New Delhi: India on July 17 said it has set up a Financial Intelligence Unit as part
of the efforts to fulfil United Nations resolution and G-20 action plan to check the
menace of terror funding.
The unit, to be headed by revenue secretary, will co-ordinate among various
intelligence units of the country and international organisations to close in the
gaps in information flow regarding financing of terrorism.
The issue was one of the major items discussed in the two-day G-20 deputies meeting,
which was chaired by India's economic affairs secretary C M Vasudev.
Briefing reporters on the outcome of the meeting, Vasudev said the action plan on
terrorist financing would be one of the main items in the agenda of the G-20
ministerial meeting to be held in New Delhi in November 2002.
Combating terror funding was difficult as it was carried out through "irregular"
channels like narcotics, hawala and pseudonym bank accounts, additional secretary in
charge of World Bank and IMF, Adarsh Kishore said.
The G-20 meeting also discussed the world's economic outlook and measures to remove
barriers to globalisation, including trade and investment, Vasudev said.
He said the G-20 nations also took up the issue of restructuring of debt of crisis-
hit nations, promotion of private investments and hiking of bilateral and multi-
lateral assistance to developing nations.
The G-20 nations also discussed standards and codes for financial sector regulation
and corporate governance, he added.
Elaborating on the action plan, Kishore said the G-20 would monitor the progress and
ensure that the member nations frame Laws to combat terrorism before the November
meeting.
The governments would also ask banks to strictly enforce the norm of "know-thy-
customers" so that transactions made by terrorist outfits could be traced, he
said.
Apart from the terror-funding, Vasudev said the meeting discussed ways to extend the
benefits of globalisation to the emerging economies as also measures to address the
instability caused by the transformation.
Developed nations need to remove barriers that was created in the way of the
globalisation process of developing nations, the G-20 deputies' chairman said.
The developed nations also committed themselves to significantly step up aid to
developing nations, as part of the millennium development goal (MDG) of reducing
poverty by half, ensuring education for all, safe drinking water and higher
nutrition levels and other social objectives by 2015, Vasudev said.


### Exercise brief
What is needed is a verbatim copy of all the records.

(Phrase grounding data)

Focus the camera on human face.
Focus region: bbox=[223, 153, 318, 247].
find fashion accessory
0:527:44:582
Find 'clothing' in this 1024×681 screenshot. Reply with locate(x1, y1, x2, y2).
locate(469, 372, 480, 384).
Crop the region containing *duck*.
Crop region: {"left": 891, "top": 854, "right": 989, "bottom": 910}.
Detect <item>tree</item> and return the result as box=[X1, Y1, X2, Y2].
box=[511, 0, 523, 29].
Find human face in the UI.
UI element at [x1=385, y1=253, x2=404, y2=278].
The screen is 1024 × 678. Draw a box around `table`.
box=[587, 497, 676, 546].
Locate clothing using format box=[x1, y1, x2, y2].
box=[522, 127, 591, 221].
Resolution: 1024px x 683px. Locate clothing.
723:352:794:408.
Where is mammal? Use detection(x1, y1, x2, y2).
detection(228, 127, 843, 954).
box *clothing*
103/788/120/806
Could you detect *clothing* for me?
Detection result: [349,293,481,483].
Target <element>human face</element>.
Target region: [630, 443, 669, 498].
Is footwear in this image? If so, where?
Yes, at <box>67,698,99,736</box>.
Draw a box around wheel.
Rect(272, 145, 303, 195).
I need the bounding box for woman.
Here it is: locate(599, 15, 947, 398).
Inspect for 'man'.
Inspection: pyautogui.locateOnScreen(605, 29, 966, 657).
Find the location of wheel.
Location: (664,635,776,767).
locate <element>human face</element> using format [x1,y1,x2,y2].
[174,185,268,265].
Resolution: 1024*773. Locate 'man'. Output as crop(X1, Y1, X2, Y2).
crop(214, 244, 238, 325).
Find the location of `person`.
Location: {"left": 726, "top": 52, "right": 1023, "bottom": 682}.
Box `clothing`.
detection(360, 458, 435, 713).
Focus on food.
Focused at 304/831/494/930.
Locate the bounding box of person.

### Solution for this exercise
Focus the camera on human face.
Focus region: bbox=[223, 153, 318, 247].
find fashion accessory
0:527:44:582
Find 'clothing' in this 1024×681 screenshot. Reply with locate(x1, y1, x2, y2).
locate(469, 372, 480, 384).
Crop the region containing *duck*.
Crop region: {"left": 891, "top": 854, "right": 989, "bottom": 910}.
Detect <item>tree</item> and return the result as box=[X1, Y1, X2, Y2].
box=[511, 0, 523, 29].
Find human face in the UI.
UI element at [x1=385, y1=253, x2=404, y2=278].
The screen is 1024 × 678. Draw a box around `table`.
box=[587, 497, 676, 546].
Locate clothing using format box=[x1, y1, x2, y2].
box=[522, 127, 591, 221].
Resolution: 1024px x 683px. Locate clothing.
723:352:794:408.
Where is mammal? Use detection(x1, y1, x2, y2).
detection(228, 127, 843, 954).
box *clothing*
103/788/120/806
Could you detect *clothing* for me?
Detection result: [349,293,481,483].
Target <element>human face</element>.
Target region: [630, 443, 669, 498].
Is footwear in this image? If so, where?
Yes, at <box>67,698,99,736</box>.
Draw a box around wheel.
Rect(272, 145, 303, 195).
I need the bounding box for woman.
Here it is: locate(599, 15, 947, 398).
Inspect for 'man'.
Inspection: pyautogui.locateOnScreen(605, 29, 966, 657).
Find the location of wheel.
Location: (664,635,776,767).
locate <element>human face</element> using format [x1,y1,x2,y2].
[174,185,268,265].
Resolution: 1024*773. Locate 'man'. Output as crop(X1, Y1, X2, Y2).
crop(214, 244, 238, 325).
Find the location of `person`.
Location: {"left": 726, "top": 52, "right": 1023, "bottom": 682}.
Box `clothing`.
detection(360, 458, 435, 713).
Focus on food.
Focused at 304/831/494/930.
Locate the bounding box of person.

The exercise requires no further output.